MATERIAL PROVIDED START
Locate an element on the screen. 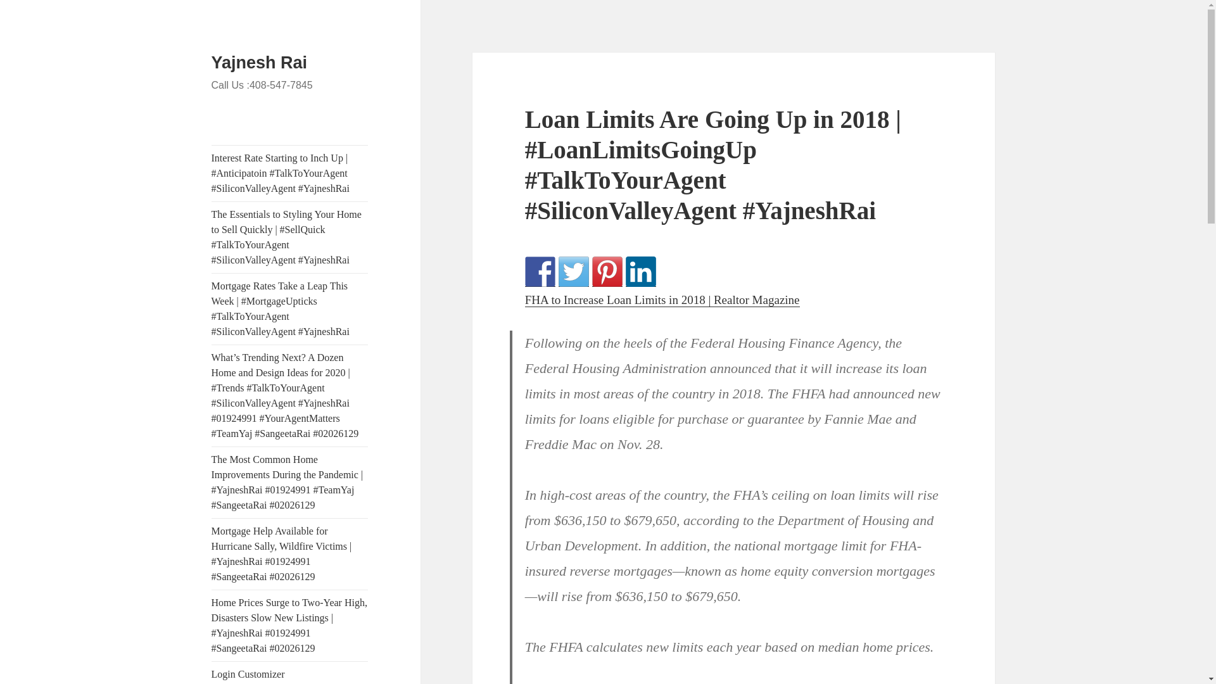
MATERIAL PROVIDED END
MATERIAL PROVIDED START
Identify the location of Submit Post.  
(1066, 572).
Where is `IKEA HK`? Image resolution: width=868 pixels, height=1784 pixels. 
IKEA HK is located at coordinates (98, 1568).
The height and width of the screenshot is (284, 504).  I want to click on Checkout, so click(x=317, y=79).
MATERIAL PROVIDED END
Scan the records above for the lines holding "Identify the location of Submit Post." and "The height and". Transcribe those two and every line between them word for word, and no others.

Identify the location of Submit Post.  
(1066, 572).
Where is `IKEA HK`? Image resolution: width=868 pixels, height=1784 pixels. 
IKEA HK is located at coordinates (98, 1568).
The height and width of the screenshot is (284, 504).  I want to click on Checkout, so click(x=317, y=79).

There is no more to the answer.